Even as a solo creator, RAPID is useful for structuring how you involve collaborators, VAs, or partners in decisions. The most common problem I see in small creator teams is unclear decision ownership — everyone has input, nobody has clear authority, so decisions stall indefinitely. Define who Decides on which categories of decision (product, pricing, partnerships, content, operations) before a decision is on the table. The conversation about roles is much easier when there's nothing at stake yet. By the time you're in a disagreement, it's too late to set up the framework cleanly.

// creative uses
// quick actions
// prompt ideas
Help me build a RAPID decision chart for my creator business. I work with [describe your team setup: e.g. solo with a VA, two-person partnership, small team]. Here are the five types of decisions I make most frequently: [list them — e.g. pricing, new product launches, listing copy, ad spend, customer service responses]. For each decision type, assign the RAPID roles — who Recommends, Agrees, Performs, Inputs, and Decides — and flag any where unclear ownership is currently causing delays.
I'm setting up a working agreement with a new [VA / collaborator / business partner] for my [KDP/Etsy/digital product] business. Using the RAPID framework, help me write a clear one-page decision authority document covering: which decisions they own entirely, which I own entirely, which require input from both, and which require explicit sign-off before action. Include example language I can put directly into a shared Notion doc or agreement.

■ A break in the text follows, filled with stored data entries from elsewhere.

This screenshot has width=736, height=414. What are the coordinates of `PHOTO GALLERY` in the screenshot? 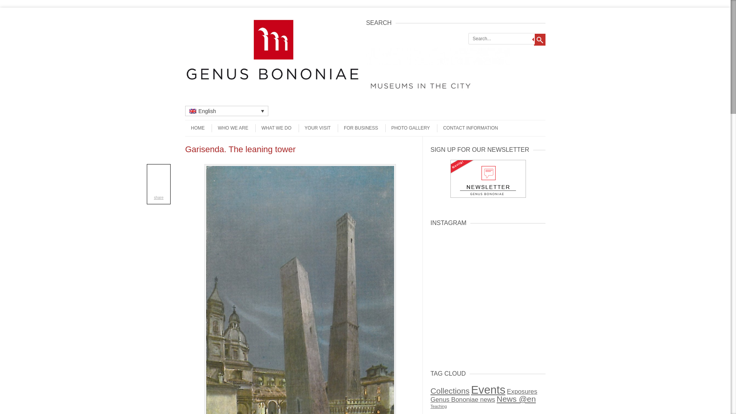 It's located at (407, 128). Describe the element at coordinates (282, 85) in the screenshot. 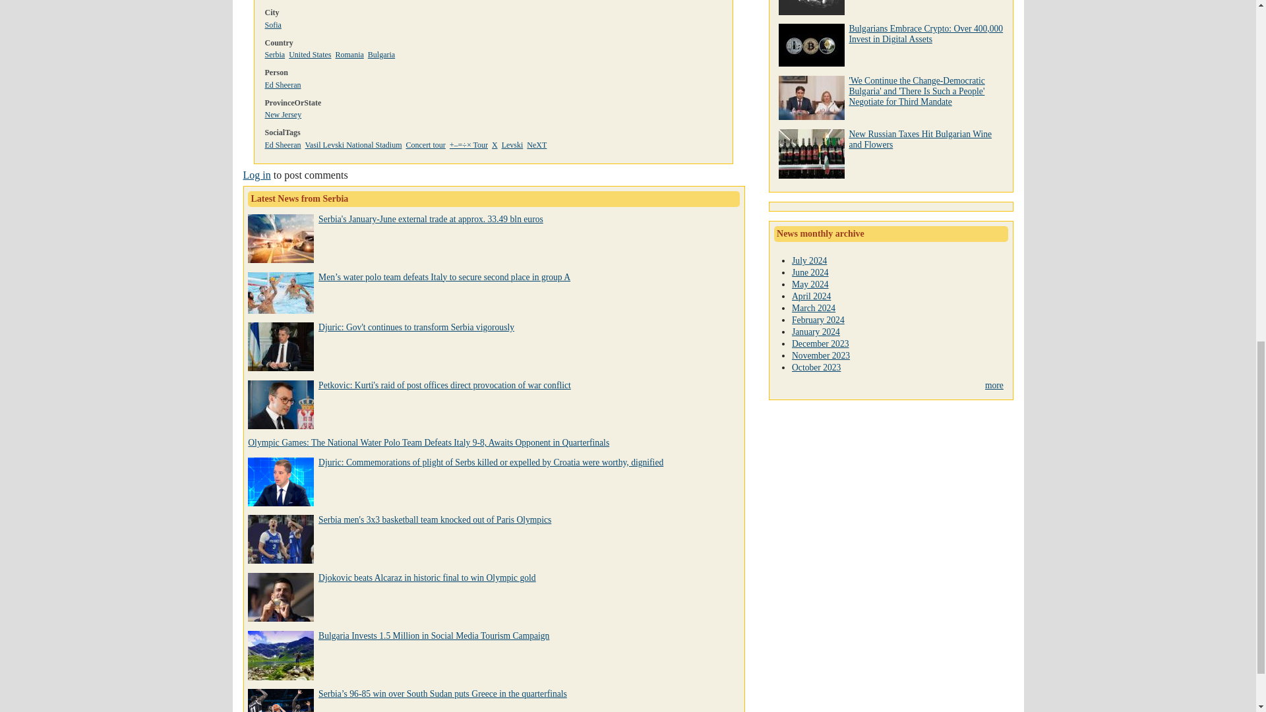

Several decisions in my business regularly take more than 48 hours to resolve and I can't figure out why. The stuck decisions are: [describe 2–3 specific recurring decision types]. For each one, diagnose which RAPID role is missing or unclear — is it an Input problem (I don't have enough information), an Agree bottleneck (someone has implicit veto power), or a missing Decider (nobody is clearly authorised to close the decision)? Then tell me exactly how to fix each one.